Each of Abrahamson’s subsequent feature films has a chapter dedicated to it. The first, Adam and Paul, is considered as a dystopian urban fairy tale, in which the film’s nomadic protagonists are set against a Dublin landscape where signs of Celtic Tiger affluence are conspicuous by their absence. It is an early indication that the sociological is not entirely absent from Abrahamson’s work. Rather, as Monahan argues, it is placed beyond the diegetic world as the films endeavour to look to wider existential questions (111). Similarly, the affluence and gentrification of the boom times seem to have passed by the rural environs and village life depicted in Abrahamson’s second feature, Garage. Monahan analyses the film in terms of its aesthetic minimalism, a strategy that draws the spectator into a contemplative relationship with the banal routines, utterances and behaviour of its main character, Josie. Often these actions appear narratively pointless, but as Monahan explains, they offer an ontological wholeness which he explores through a consideration of the film in phenomenological terms.
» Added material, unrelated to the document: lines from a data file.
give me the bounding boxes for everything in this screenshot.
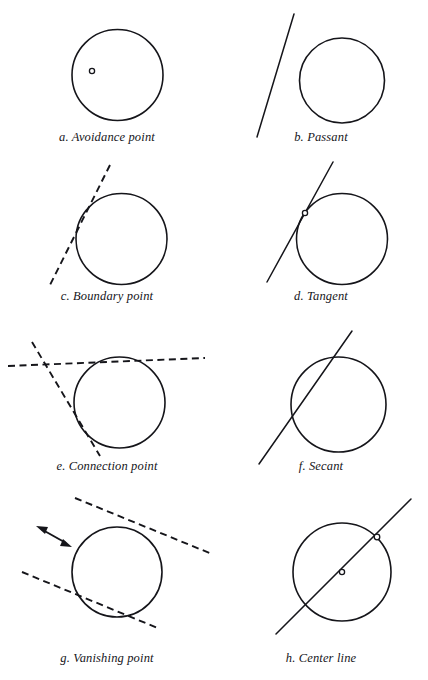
panel-g-drawing <box>0 484 214 644</box>
panel-h-caption: h. Center line <box>214 651 428 666</box>
secant-line <box>259 331 352 464</box>
avoidance-point-marker <box>89 68 94 73</box>
circle-outline <box>72 527 162 617</box>
panel-b-caption: b. Passant <box>214 130 428 145</box>
panel-e-caption: e. Connection point <box>0 459 214 474</box>
panel-a-caption: a. Avoidance point <box>0 130 214 145</box>
circle-center-marker <box>339 569 344 574</box>
panel-d-drawing <box>214 160 428 295</box>
direction-arrow-icon <box>36 526 72 547</box>
figure-sheet: a. Avoidance point b. Passant c. Boundar… <box>0 0 428 680</box>
panel-a-drawing <box>0 0 214 128</box>
circle-outline <box>297 194 388 285</box>
lower-tangent-line <box>22 572 160 629</box>
circle-outline <box>300 38 385 123</box>
tangent-point-marker <box>302 210 307 215</box>
tangent-line <box>267 162 333 282</box>
panel-b-drawing <box>214 0 428 128</box>
panel-e-drawing <box>0 325 214 465</box>
panel-d-caption: d. Tangent <box>214 289 428 304</box>
panel-f-caption: f. Secant <box>214 459 428 474</box>
panel-f-drawing <box>214 325 428 465</box>
panel-c-caption: c. Boundary point <box>0 289 214 304</box>
oblique-tangent-line <box>32 342 100 456</box>
circle-outline <box>72 30 163 121</box>
intersection-point-marker <box>374 534 380 540</box>
panel-g-caption: g. Vanishing point <box>0 651 214 666</box>
boundary-tangent-line <box>49 165 110 287</box>
panel-h-drawing <box>214 484 428 644</box>
circle-outline <box>291 357 386 452</box>
passant-line <box>257 14 294 137</box>
panel-c-drawing <box>0 160 214 295</box>
upper-tangent-line <box>75 498 212 554</box>
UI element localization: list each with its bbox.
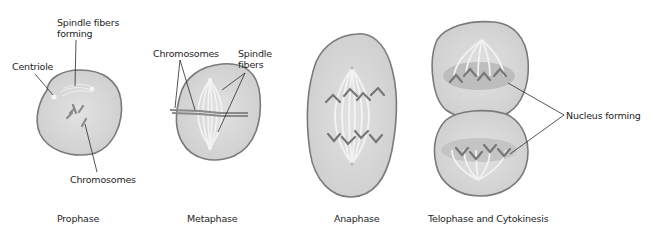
metaphase-cell — [170, 60, 260, 160]
label-line: Spindle — [238, 48, 272, 59]
label-line: Spindle fibers — [57, 17, 119, 28]
label-spindle-fibers-forming: Spindle fibers forming — [57, 17, 119, 39]
label-line: forming — [57, 28, 119, 39]
caption-anaphase: Anaphase — [334, 213, 379, 224]
label-nucleus-forming: Nucleus forming — [566, 110, 641, 121]
caption-telophase-cytokinesis: Telophase and Cytokinesis — [428, 213, 548, 224]
label-centriole: Centriole — [12, 61, 53, 72]
prophase-cell — [35, 40, 122, 172]
anaphase-cell — [308, 34, 397, 197]
caption-metaphase: Metaphase — [187, 213, 237, 224]
caption-prophase: Prophase — [57, 213, 99, 224]
label-spindle-fibers: Spindle fibers — [238, 48, 272, 70]
centriole — [52, 95, 57, 100]
label-chromosomes-metaphase: Chromosomes — [153, 48, 219, 59]
telophase-cells — [432, 22, 564, 196]
label-chromosomes-prophase: Chromosomes — [70, 174, 136, 185]
label-line: fibers — [238, 59, 272, 70]
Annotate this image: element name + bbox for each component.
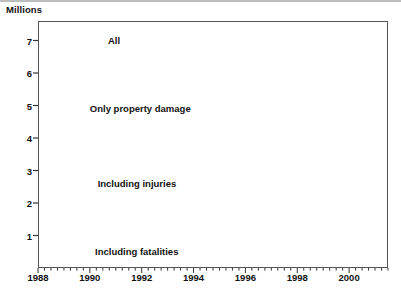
x-tick-label-2000: 2000 [329,272,369,283]
y-tick-label-4: 4 [6,133,32,144]
y-tick-label-6: 6 [6,68,32,79]
y-tick-label-7: 7 [6,35,32,46]
plot-area [38,21,388,268]
x-tick-label-1998: 1998 [277,272,317,283]
x-tick-label-1996: 1996 [225,272,265,283]
x-tick-label-1994: 1994 [174,272,214,283]
y-tick-label-1: 1 [6,230,32,241]
chart-figure: Millions 1234567198819901992199419961998… [0,0,401,294]
y-tick-label-2: 2 [6,198,32,209]
x-tick-label-1990: 1990 [70,272,110,283]
y-axis-units-label: Millions [6,4,42,15]
series-label-including-fatalities: Including fatalities [95,246,178,257]
series-label-all: All [108,35,120,46]
y-tick-label-5: 5 [6,100,32,111]
series-label-including-injuries: Including injuries [98,178,177,189]
x-tick-label-1992: 1992 [122,272,162,283]
top-rule [0,0,401,2]
y-tick-label-3: 3 [6,165,32,176]
x-tick-label-1988: 1988 [18,272,58,283]
plot-frame [38,21,388,268]
series-label-only-property-damage: Only property damage [90,103,191,114]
In contrast to his first two feature films, Abrahamson’s third, What Richard Did, is located in a privileged milieu of the Dublin middle class, presenting the story of a teenage boy from a well-off family who avoids criminal responsibility. Monahan applies Sartre’s concept of bad faith in an analysis that highlights Richard’s competence as a performer of dutifulness and contrition, a façade that is ultimately underlaid with deceitfulness and self-gratification. The question of appearances and performance are returned to in Abrahamson’s next film, Frank, the story of avant-garde rock band, led by an eccentric singer-songwriter who wears a prosthetic head, masking his visage. Monahan draws upon the respective ideas of Barthes and Deleuze with regards the fetishization of the actor’s face in cinema, rendered more complex by the concealment of Michael Fassbender’s continence as the eponymous lead in Frank. In Room, Abrahamson’s latest film, an adaptation of Emma Donoghue’s novel of the same name, the child Jack suffers his own form of concealment. Incarcerated in a shed all his life, with his kidnapped and captive mother, Jack is forced to construct his own lived reality in a confined space, his only view to the world beyond, a television. Fittingly, Monahan’s insights into the ontological questions the film explores are grounded in his reading of Baudrillard’s simulacra and Plato’s allegorical cave.
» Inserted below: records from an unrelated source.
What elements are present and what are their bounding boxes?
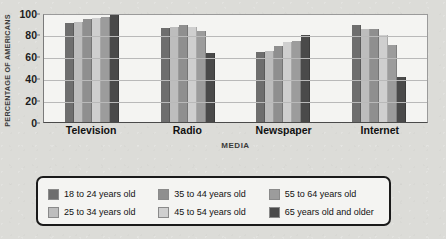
y-tick-mark-100 [37, 13, 40, 14]
plot-area [43, 14, 428, 123]
legend-label: 45 to 54 years old [174, 207, 246, 217]
legend-item: 45 to 54 years old [158, 203, 268, 221]
legend-label: 55 to 64 years old [285, 189, 357, 199]
legend-swatch [158, 189, 169, 200]
legend-swatch [48, 207, 59, 218]
legend-item: 25 to 34 years old [48, 203, 158, 221]
bar [197, 31, 206, 121]
y-tick-label-100: 100 [19, 8, 37, 20]
y-tick-label-60: 60 [25, 51, 37, 63]
bar [265, 51, 274, 122]
legend-label: 35 to 44 years old [174, 189, 246, 199]
legend-item: 35 to 44 years old [158, 185, 268, 203]
gridline-80 [44, 36, 427, 37]
bar [283, 42, 292, 122]
bar-groups [44, 15, 427, 122]
y-tick-label-80: 80 [25, 29, 37, 41]
y-tick-mark-60 [37, 57, 40, 58]
x-category-label-television: Television [43, 124, 139, 138]
y-tick-mark-40 [37, 78, 40, 79]
x-axis-title: MEDIA [43, 141, 428, 150]
bar-group [331, 15, 427, 122]
legend-swatch [48, 189, 59, 200]
y-axis-title-text: PERCENTAGE OF AMERICANS [3, 14, 12, 126]
bar [388, 45, 397, 121]
gridline-40 [44, 80, 427, 81]
legend-label: 18 to 24 years old [64, 189, 136, 199]
bar [397, 77, 406, 122]
x-axis-category-labels: TelevisionRadioNewspaperInternet [43, 124, 428, 138]
y-axis-title: PERCENTAGE OF AMERICANS [0, 0, 15, 140]
bar [206, 53, 215, 122]
legend-item: 18 to 24 years old [48, 185, 158, 203]
bar-group [140, 15, 236, 122]
y-axis-ticks: 100806040200 [16, 8, 40, 128]
legend-item: 55 to 64 years old [269, 185, 379, 203]
bar-group [236, 15, 332, 122]
y-tick-label-20: 20 [25, 95, 37, 107]
bar [292, 41, 301, 122]
bar [170, 27, 179, 122]
y-tick-mark-20 [37, 100, 40, 101]
legend-label: 25 to 34 years old [64, 207, 136, 217]
gridline-60 [44, 58, 427, 59]
legend-swatch [158, 207, 169, 218]
legend-swatch [269, 207, 280, 218]
bar [65, 23, 74, 121]
gridline-20 [44, 102, 427, 103]
bar [83, 19, 92, 121]
y-tick-mark-0 [37, 122, 40, 123]
bar [101, 17, 110, 122]
bar [179, 25, 188, 122]
legend-swatch [269, 189, 280, 200]
bar-group [44, 15, 140, 122]
bar [379, 35, 388, 121]
x-category-label-radio: Radio [139, 124, 235, 138]
chart-legend: 18 to 24 years old35 to 44 years old55 t… [36, 176, 391, 226]
bar [352, 25, 361, 122]
bar [110, 15, 119, 122]
y-tick-mark-80 [37, 35, 40, 36]
legend-item: 65 years old and older [269, 203, 379, 221]
bar [161, 28, 170, 122]
x-category-label-internet: Internet [332, 124, 428, 138]
bar [92, 18, 101, 122]
y-tick-label-40: 40 [25, 73, 37, 85]
x-category-label-newspaper: Newspaper [236, 124, 332, 138]
bar [370, 29, 379, 122]
bar [256, 52, 265, 122]
bar [301, 35, 310, 121]
bar [361, 29, 370, 122]
bar [188, 27, 197, 122]
legend-label: 65 years old and older [285, 207, 374, 217]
Monahan is as comfortable elaborating on the philosophical underpinnings of Abrahamson’s work as he is subjecting it to a film analysis and placing it in relation to national and art cinema, as well as the work of other auteurs. This is a book of considerable intellectual breadth, and in Monahan, Abrahamson has found a suitable interlocutor. Philosophy, after all, clearly matters in Abrahamson’s films. He is a graduate of Trinity College Dublin’s School of Philosophy, and as Monahan notes, philosophy and filmmaking merge in his work (145), in both the aesthetic strategies he employs and his films’ thematic content.
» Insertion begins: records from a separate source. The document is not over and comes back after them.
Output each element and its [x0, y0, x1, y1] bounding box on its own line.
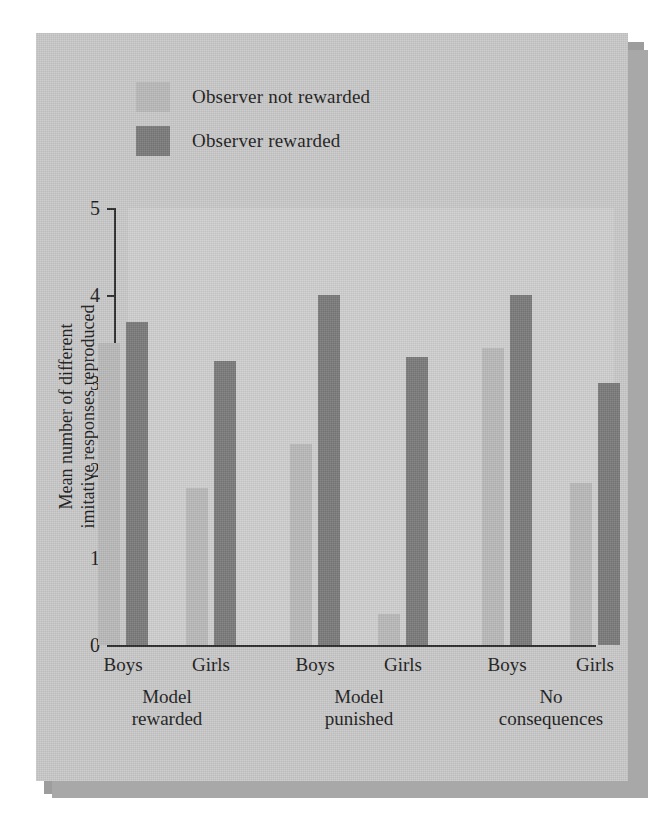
- x-group-label-1: Modelrewarded: [132, 686, 203, 730]
- x-group-label-line2: consequences: [499, 708, 603, 729]
- x-group-label-2: Modelpunished: [325, 686, 394, 730]
- x-axis-line: [114, 645, 596, 647]
- x-tick-label-boys-group1: Boys: [103, 654, 142, 676]
- y-tick-label: 0: [74, 634, 100, 657]
- bar-observer-rewarded-boys-group2: [318, 295, 340, 645]
- bar-observer-rewarded-girls-group2: [406, 357, 428, 645]
- x-tick-label-girls-group1: Girls: [192, 654, 230, 676]
- y-tick-mark: [107, 645, 114, 647]
- y-tick-mark: [107, 208, 114, 210]
- bar-chart: 012345Mean number of differentimitative …: [36, 33, 628, 781]
- figure-root: Observer not rewarded Observer rewarded …: [0, 0, 665, 823]
- x-group-label-3: Noconsequences: [499, 686, 603, 730]
- x-group-label-line2: punished: [325, 708, 394, 729]
- x-group-label-line2: rewarded: [132, 708, 203, 729]
- x-tick-label-boys-group2: Boys: [295, 654, 334, 676]
- chart-panel: Observer not rewarded Observer rewarded …: [36, 33, 628, 781]
- x-tick-label-boys-group3: Boys: [487, 654, 526, 676]
- y-axis-title-line2: imitative responses reproduced: [78, 305, 98, 529]
- bar-observer-not-rewarded-girls-group3: [570, 483, 592, 645]
- bar-observer-not-rewarded-girls-group2: [378, 614, 400, 645]
- y-axis-title: Mean number of differentimitative respon…: [56, 198, 100, 635]
- bar-observer-rewarded-boys-group1: [126, 322, 148, 645]
- bar-observer-rewarded-boys-group3: [510, 295, 532, 645]
- x-group-label-line1: Model: [334, 686, 384, 707]
- bar-observer-not-rewarded-boys-group3: [482, 348, 504, 645]
- bar-observer-not-rewarded-boys-group2: [290, 444, 312, 645]
- y-axis-title-line1: Mean number of different: [56, 323, 76, 509]
- bar-observer-not-rewarded-girls-group1: [186, 488, 208, 645]
- x-tick-label-girls-group3: Girls: [576, 654, 614, 676]
- y-tick-mark: [107, 295, 114, 297]
- x-group-label-line1: Model: [142, 686, 192, 707]
- bar-observer-rewarded-girls-group3: [598, 383, 620, 645]
- bar-observer-not-rewarded-boys-group1: [98, 343, 120, 645]
- x-group-label-line1: No: [539, 686, 562, 707]
- x-tick-label-girls-group2: Girls: [384, 654, 422, 676]
- bar-observer-rewarded-girls-group1: [214, 361, 236, 645]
If this poses potential challenges to the lay person, it will excite the cinephile who will find Monahan’s analysis stimulating, and feel inspired to revisit or seek out Abrahamson’s films for the first time. For film scholars, teachers and students, The Films of Lenny Abrahamson offers a fascinating auteur study; a useful case study in film and philosophy; and for those with a specific interest in Irish film, it situates Abrahamson in relation to Ireland’s film industry and culture, but as an artist who avoids easy categorisation in national terms. The book should further engage teachers and students at a time when film and media studies courses are under pressure to displace intellectual content with technical competence in pursuit of the holy grail of graduate employability. For The Films of Lenny Abrahamson is a wonderful reminder that cinema is capable of thinking; not just about its own forms, genres and styles in some depthless postmodern fashion, but as an art form, able to think with some profundity and complexity about being human.